NEW YORK (GenomeWeb) – By combining optical mapping with DNA sequencing, researchers from the University of Wisconsin-Madison and elsewhere were able to uncover extensive genomic variation within a multiple myeloma patient.
UW-Madison's David Schwartz and his colleagues analyzed a patient's tumor at two time points alongside normal tissue from that patient to uncover structural variants, as they reported in a paper to appear online at the Proceedings of the National Academy of Sciences this week.
"It's a rare, near-complete characterization of the complexity of a myeloma genome, from the smallest variance all the way to big chunks of chromosomal material that differ between the tumor DNA and the normal DNA of the patient," co-author Fotis Asimakopoulos, a clinician at the UW-Madison School of Medicine and Public Health, said in a statement.
It also, the researchers argued, showed the potential of an optical mapping-based approach.
"The approach allows an intimate view of a cancer genome," Schwartz added. "You get to see it, you get to measure it, and you get to see it evolve at many levels. This is what we should be doing with every cancer genome and the goal here is to make the system fast enough so this becomes a routine tool."
The researchers collected non-tumor and tumor samples from one patient — from while the disease was still responding to treatment and again after it'd become resistant — and performed both optical mapping and DNA sequencing on all samples. Optical mapping, they noted, is a single-molecule system that generates large datasets of ordered restriction maps from single DNA molecules that they routed through a cluster computing-powered analysis pipeline to uncover structural variants and large-scale copy number changes in a relatively unbiased manner.
By comparing the resistant multiple myeloma samples with the normal sample, the researchers uncovered widespread genomic gains and losses. The resistant multiple myeloma sample harbored additional large-scale rearrangements not found in the earlier treatment-sensitive multiple myeloma sample, indicating to the researchers that there's an increase in copy number changes with tumor progression.
These findings, they added, largely squared with DNA sequencing-based CNV analysis.
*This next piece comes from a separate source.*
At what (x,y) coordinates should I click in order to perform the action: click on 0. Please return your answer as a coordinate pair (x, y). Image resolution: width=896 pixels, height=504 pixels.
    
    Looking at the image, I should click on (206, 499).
As their consensus optical maps provided "nearly telomere to telomere information" about the tumor genomes, the researchers then investigated at a finer scale. They combined their analysis of chimeric consensus maps — formed through intrachromosomal or interchromosomal rearrangements — with DNA sequencing-based structural variation analysis to characterize 31 of the 37 copy-number breakpoints they uncovered in the drug-resistant multiple myeloma genome and used that to pull together a karyotype of the chromosomes.
They found, for instance, two regions of copy-number loss on chromosome 2 and on chromosome 5; an unbalanced translocation between chromosome 2 and chromosome 10; and a tandem duplication on chromosome 5, among others.
At a zoomed-in scale, the researchers uncovered both canonical and non-canonical genomic gains and losses. For example, they noted a deletion on chromosome 1p that spanned the FAF1 and CDKN2C genes — CDKN2C, they noted, is known to be disrupted early on in multiple myeloma development — and an about 12 megabase deletion on chromosome 17p that encompassed the TP53 gene.
These deletions varied between the drug-resistant and drug-sensitive multiple myeloma samples. Schwartz and his colleagues reported that while the samples shared a number of deletions, the drug-resistant multiple myeloma sample had more than two dozen additional deletions. Of those, seven overlapped with exons.
The tumor samples, the researchers added, also harbored SNPs that had been linked to multiple myeloma, including one in CCND1.
The late-stage tumor sample similarly had an increased number of SNVs — they shared 60 non-synonymous SNVs, but the drug-resistant tumor sample acquired an additional 41 SNVs, again indicating increasing mutational burden with disease progression.
Genes mutated in both tumors could present treatment targets, the researchers noted, as they could represent key mechanisms for multiple myeloma development.
"To cure myeloma, we need to understand how genomes evolve with progression and treatment," Asimakopoulos added. "The more we can understand the drivers in cancer in significant depth, and in each individual, the better we can tailor treatment to each patient's disease biology."
The researchers added that they are now working on ways to increase the resolution of their optical mapping approach as well as making it faster and more cost-effective.